I spent most of this morning and early afternoon volunteering as a workshop monitor for the Media Matters Writing Conference at UMass Boston. I've looked into volunteering with teens as a regular writing mentor or tutor, but all of the organizations I've found have required more of a time commitment than I can afford to give (usually one full day per week, which would make it difficult to meet deadlines and whatnot). So I figured volunteering for part of the day would be both personally and professionally fulfilling, because I could attend a bunch of free workshops and indirectly help students improve their writing.
During a morning workshop on brainstorming, the instructor asked students to describe an orange. Most of them used generic terms like "round" and "orange" (as in the color - tricky!). One boy pronounced the fruit "spherical and orange-tinted." Then the instructor pointed out that individual oranges have distinctive properties and if you spent long enough observing a single orange, you could pick it out among a bowl of other oranges because of little variations in shape and hue.

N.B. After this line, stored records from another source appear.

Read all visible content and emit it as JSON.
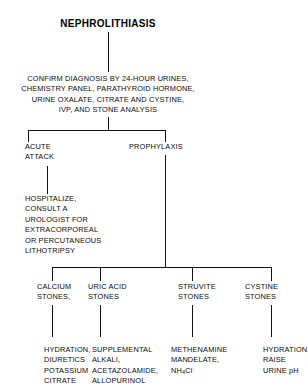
{
  "diagram": {
    "title": "NEPHROLITHIASIS",
    "workup": "CONFIRM DIAGNOSIS BY 24-HOUR URINES,\nCHEMISTRY PANEL, PARATHYROID HORMONE,\nURINE OXALATE, CITRATE AND CYSTINE,\nIVP, AND STONE ANALYSIS",
    "branches": {
      "acute_attack": "ACUTE\nATTACK",
      "acute_treatment": "HOSPITALIZE,\nCONSULT A\nUROLOGIST FOR\nEXTRACORPOREAL\nOR PERCUTANEOUS\nLITHOTRIPSY",
      "prophylaxis": "PROPHYLAXIS"
    },
    "stone_types": [
      {
        "name": "CALCIUM\nSTONES,",
        "treatment": "HYDRATION,\nDIURETICS\nPOTASSIUM\nCITRATE"
      },
      {
        "name": "URIC ACID\nSTONES",
        "treatment": "SUPPLEMENTAL\nALKALI,\nACETAZOLAMIDE,\nALLOPURINOL"
      },
      {
        "name": "STRUVITE\nSTONES",
        "treatment_line1": "METHENAMINE",
        "treatment_line2": "MANDELATE,",
        "treatment_formula_pre": "NH",
        "treatment_formula_sub": "4",
        "treatment_formula_post": "Cl"
      },
      {
        "name": "CYSTINE\nSTONES",
        "treatment": "HYDRATION,\nRAISE\nURINE pH"
      }
    ],
    "colors": {
      "background": "#ffffff",
      "text": "#000000",
      "connector": "#111111"
    }
  }
}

Then in the afternoon, I listened to Boston Globe's Sports Editor Joe Sullivan discuss the future of journalism. Considering how much upheaval the Globe has experienced in the last few years, Sullivan was remarkably upbeat (he clearly loves his job, which helps a lot). He predicted that newspapers will not become extinct in our lifetime, because "people still want to know things." Sullivan added that companies like the Globe need to think of themselves as "news organizations" rather than "newspapers" and journalists need to learn how to use the web effectively and create multimedia in addition to writing well.
But perhaps the most quotable moment of the day came when a middle schooler told the instructor of the brainstorming workshop she'd been "sort of published." To which the instructor asked, "Can you be sort of pregnant? How can you be sort of published?" Good point.